In your example where you pick up an extra half ohm of resistance, the problem there is that it would throw the actual temp far outside the adjustable limits (on my EVIC-VT the range is 200-600F and I've had real world situations where the drift was such that I needed to go higher than the 600F the mod allowed, resulting in a cooler vape than I wanted). In the real world, at least the world I've seen, the unwanted resistance drift is more in the range of 0.1R or less, or *maybe* 0.15 or 0.2R.
If you're seeing that much drift while using your mod then something is wrong with your atty. I've been using TC mods for several months now and I have yet to have a TC coil "drift" by more than .01R. If the coil measures at .1R at room temperature when I first fire it I can be certain it's going to stay there all day long. Over the course of time I've had coils slightly increase in resistance, but the mod compensates for that by setting the baseline higher. Since it's only measuring the amount of resistance change while you're firing the mod it stays accurate.
And are you really saying your getting significant resistance drift while firing the mod? I sure would like to know how you're measuring that and able to determine how much resistance change due to heating and how much resistance change due to drift while the mod is being fired. Care to explain this method of measurement you're using?
The point I was trying to make is simply that a circuit that gets confused because of a few hundredths of an ohm drift over time is "poorly engineered".
TC mods are unaffected by resistance change over time. At least mine sure is. Before you fire the mod the baseline resistance is measured. If that baseline changes then the mod compensates, or in some cases you press a button and force it to compensate. It only measures the amount of resistance change while it's actually being fired, so even if your baseline increased from .1 to 1.0 it would still only measure the .3-.5ohm change that takes place as the coil is being heated.
To use an extreme example here, if I switch between my Starre with .12ohm coils to my Nautilus with .3ohm coils I just press a single button once and it corrects the baseline resistance so the TC remains accurate. That's an instant .18ohm change in resistance but the temperature is accurate with no more effort than pressing a single button one time.
And again, if your atty is randomly changing resistance by .1ohm or more, something is wrong with your atty or your coil build. I've NEVER had that happen unless I screwed something up and had a short.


Tell how many lines in the records contain the word "ileum"; the number alone is the answer.

Data under study section start

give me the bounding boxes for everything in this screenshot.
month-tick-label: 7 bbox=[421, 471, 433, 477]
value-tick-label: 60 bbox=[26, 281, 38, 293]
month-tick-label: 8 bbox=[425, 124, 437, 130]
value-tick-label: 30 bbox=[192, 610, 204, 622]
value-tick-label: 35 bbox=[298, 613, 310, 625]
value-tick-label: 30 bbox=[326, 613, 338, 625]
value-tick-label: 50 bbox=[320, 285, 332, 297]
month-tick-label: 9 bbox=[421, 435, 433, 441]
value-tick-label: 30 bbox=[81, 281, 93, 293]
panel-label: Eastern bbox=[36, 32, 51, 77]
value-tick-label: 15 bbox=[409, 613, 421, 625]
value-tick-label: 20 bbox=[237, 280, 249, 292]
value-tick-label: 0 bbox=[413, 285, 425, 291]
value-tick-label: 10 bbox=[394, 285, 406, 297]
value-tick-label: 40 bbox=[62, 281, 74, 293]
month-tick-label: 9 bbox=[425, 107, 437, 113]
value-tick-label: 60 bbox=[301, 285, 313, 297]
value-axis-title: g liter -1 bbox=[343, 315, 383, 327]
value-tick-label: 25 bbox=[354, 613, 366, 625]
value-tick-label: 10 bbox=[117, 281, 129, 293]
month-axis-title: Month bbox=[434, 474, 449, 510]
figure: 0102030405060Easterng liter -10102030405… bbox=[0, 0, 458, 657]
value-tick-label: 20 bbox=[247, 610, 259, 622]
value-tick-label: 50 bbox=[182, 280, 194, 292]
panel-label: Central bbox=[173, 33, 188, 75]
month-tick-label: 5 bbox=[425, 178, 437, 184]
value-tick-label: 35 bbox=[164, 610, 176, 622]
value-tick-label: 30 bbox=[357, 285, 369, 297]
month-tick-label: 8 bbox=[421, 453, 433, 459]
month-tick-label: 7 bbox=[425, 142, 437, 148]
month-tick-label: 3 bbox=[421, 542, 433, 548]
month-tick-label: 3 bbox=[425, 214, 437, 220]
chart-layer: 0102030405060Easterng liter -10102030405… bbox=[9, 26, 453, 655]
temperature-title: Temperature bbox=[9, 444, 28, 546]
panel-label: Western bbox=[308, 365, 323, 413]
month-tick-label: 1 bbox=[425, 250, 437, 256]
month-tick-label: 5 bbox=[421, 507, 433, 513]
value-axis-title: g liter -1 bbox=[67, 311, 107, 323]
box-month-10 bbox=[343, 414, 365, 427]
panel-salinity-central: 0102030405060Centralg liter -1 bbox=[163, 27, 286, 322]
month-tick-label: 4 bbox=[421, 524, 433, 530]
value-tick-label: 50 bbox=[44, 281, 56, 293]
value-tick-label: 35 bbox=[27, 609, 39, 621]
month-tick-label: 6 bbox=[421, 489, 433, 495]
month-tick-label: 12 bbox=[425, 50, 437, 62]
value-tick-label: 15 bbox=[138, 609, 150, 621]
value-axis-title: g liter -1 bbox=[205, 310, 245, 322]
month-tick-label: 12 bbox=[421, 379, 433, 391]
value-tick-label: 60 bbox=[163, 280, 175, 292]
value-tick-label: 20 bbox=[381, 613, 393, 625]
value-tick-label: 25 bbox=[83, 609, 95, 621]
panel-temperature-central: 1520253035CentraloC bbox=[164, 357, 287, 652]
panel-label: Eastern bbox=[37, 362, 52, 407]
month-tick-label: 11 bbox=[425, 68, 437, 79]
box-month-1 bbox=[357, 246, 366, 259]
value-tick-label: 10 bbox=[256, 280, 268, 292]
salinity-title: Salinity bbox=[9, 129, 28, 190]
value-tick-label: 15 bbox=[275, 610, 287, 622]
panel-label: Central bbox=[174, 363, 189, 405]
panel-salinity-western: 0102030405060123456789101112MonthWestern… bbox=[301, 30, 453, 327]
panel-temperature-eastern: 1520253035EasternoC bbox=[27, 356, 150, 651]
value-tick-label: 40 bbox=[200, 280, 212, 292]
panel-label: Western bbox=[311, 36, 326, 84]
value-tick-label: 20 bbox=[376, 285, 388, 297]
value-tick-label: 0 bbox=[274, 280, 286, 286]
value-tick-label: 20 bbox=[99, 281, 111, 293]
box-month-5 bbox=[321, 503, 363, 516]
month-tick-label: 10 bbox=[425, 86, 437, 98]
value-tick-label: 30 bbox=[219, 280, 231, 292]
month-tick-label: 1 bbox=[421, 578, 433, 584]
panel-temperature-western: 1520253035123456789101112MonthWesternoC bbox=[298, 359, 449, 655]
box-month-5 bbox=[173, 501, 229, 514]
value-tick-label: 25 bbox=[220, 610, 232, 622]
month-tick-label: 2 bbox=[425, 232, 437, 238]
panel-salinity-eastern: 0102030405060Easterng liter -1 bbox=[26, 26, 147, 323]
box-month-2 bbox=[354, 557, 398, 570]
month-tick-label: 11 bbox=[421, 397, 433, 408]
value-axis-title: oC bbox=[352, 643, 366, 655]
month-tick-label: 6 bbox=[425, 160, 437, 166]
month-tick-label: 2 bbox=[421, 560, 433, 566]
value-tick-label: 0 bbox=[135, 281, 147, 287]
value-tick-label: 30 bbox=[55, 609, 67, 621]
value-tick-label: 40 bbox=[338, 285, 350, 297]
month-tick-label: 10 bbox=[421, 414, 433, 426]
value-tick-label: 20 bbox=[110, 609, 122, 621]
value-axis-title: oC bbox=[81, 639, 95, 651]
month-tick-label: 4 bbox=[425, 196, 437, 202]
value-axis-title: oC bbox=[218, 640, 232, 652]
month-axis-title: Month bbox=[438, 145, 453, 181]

Data under study section end
Data under study section start

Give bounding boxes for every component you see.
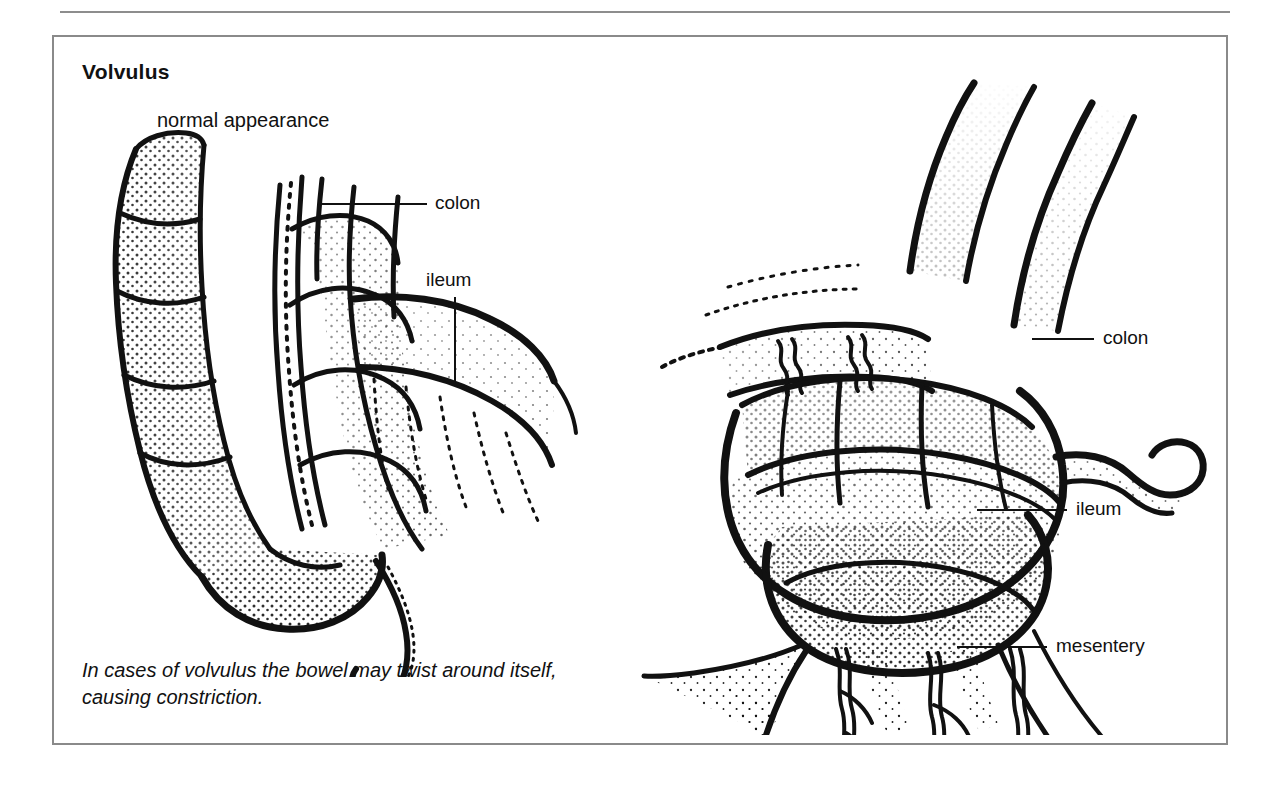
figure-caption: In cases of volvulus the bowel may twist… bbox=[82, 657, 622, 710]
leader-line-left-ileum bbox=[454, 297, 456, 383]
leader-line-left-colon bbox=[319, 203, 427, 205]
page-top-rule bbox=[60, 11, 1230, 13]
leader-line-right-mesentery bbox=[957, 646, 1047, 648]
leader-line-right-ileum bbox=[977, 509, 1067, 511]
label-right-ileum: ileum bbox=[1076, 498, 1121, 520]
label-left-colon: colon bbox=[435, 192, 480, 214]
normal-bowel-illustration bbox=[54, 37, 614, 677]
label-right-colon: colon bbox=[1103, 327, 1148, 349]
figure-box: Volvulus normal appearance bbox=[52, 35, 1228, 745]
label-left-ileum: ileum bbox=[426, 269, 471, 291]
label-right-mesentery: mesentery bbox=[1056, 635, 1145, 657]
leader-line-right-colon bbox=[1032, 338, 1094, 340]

Data under study section end

▸ **Answer section**
4